Neurosurgeons who do perform carotid surgery tend to take on more complex cases, often patients who have already suffered a stroke or have multiple health problems. When researchers accounted for those differences in patient health, outcomes were comparable across all three surgical specialties. So if you’re referred to a vascular surgeon for carotid artery disease, that’s the standard pathway for this type of neck surgery.

Surgical Oncologists for Neck Cancer

When cancer is found in the neck, whether it started there or spread from elsewhere, a surgical oncologist or a head and neck cancer surgeon may lead treatment. These specialists focus on removing tumors and affected lymph nodes while preserving as much function as possible. For head and neck squamous cell carcinoma, the most common type, treatment for advanced stages typically involves surgery followed by radiation, or chemotherapy combined with radiation. If a biopsy of a neck mass reveals cancer, the surgical team needs to be prepared for a full neck dissection at the same time, because re-entering the surgical area later raises concerns about spreading cancer cells.

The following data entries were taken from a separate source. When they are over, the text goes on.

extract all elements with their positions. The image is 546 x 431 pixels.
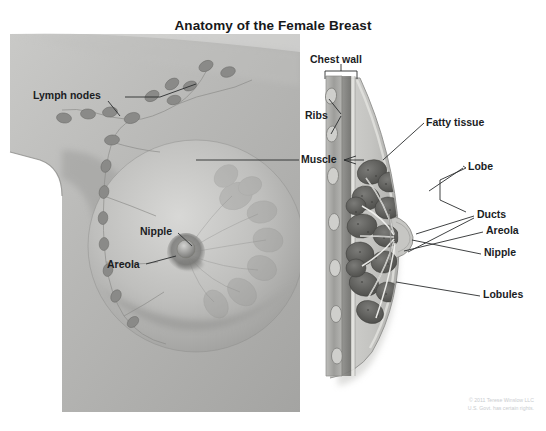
label-fatty-tissue: Fatty tissue <box>426 117 484 128</box>
copyright-line-1: © 2011 Terese Winslow LLC <box>468 397 534 405</box>
leader-areola-right <box>404 232 483 251</box>
label-lobe: Lobe <box>468 161 493 172</box>
leader-fatty-tissue <box>383 123 424 160</box>
label-nipple-left: Nipple <box>140 226 172 237</box>
leader-lobe <box>429 168 463 191</box>
label-chest-wall: Chest wall <box>310 54 362 65</box>
label-lobules: Lobules <box>483 289 523 300</box>
leader-ducts-1 <box>416 216 474 234</box>
label-areola-left: Areola <box>107 259 140 270</box>
copyright-line-2: U.S. Govt. has certain rights. <box>468 405 534 413</box>
leader-lobules <box>396 282 480 296</box>
label-ribs: Ribs <box>305 110 328 121</box>
anatomy-figure: Anatomy of the Female Breast <box>0 0 546 431</box>
label-nipple-right: Nipple <box>484 247 516 258</box>
label-lymph-nodes: Lymph nodes <box>33 90 101 101</box>
leader-ducts-2 <box>408 218 474 252</box>
label-muscle: Muscle <box>301 154 337 165</box>
anatomy-illustration <box>0 0 546 431</box>
label-ducts: Ducts <box>477 209 506 220</box>
copyright-notice: © 2011 Terese Winslow LLC U.S. Govt. has… <box>468 397 534 413</box>
label-areola-right: Areola <box>486 225 519 236</box>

In many cancer centers, ENT surgeons with subspecialty training in head and neck oncology fill this role, blurring the line between ENT and surgical oncology. The key is that these surgeons have specific fellowship training in cancer surgery of the head and neck region.

Choosing the Right Surgeon

Your starting point is usually your primary care doctor or the specialist who diagnosed your condition. A referral to the right type of surgeon follows naturally from the diagnosis: spine problems go to neurosurgeons or orthopedic spine surgeons, thyroid issues go to ENTs, artery blockages go to vascular surgeons, and cancer goes to surgical oncologists or head and neck cancer surgeons.

When evaluating any surgeon, the most useful question is how often they perform your specific procedure. A surgeon’s volume for a particular operation is one of the strongest predictors of good outcomes. You can also ask whether they completed a fellowship in their area of focus. For spine surgeons, that fellowship is a dedicated 12-month program accredited by the ACGME. For head and neck cancer surgeons, it’s typically a one- to two-year fellowship in head and neck surgical oncology. Board certification in their primary specialty is the baseline credential to look for, and fellowship training on top of that signals deeper expertise in the specific type of neck surgery you need.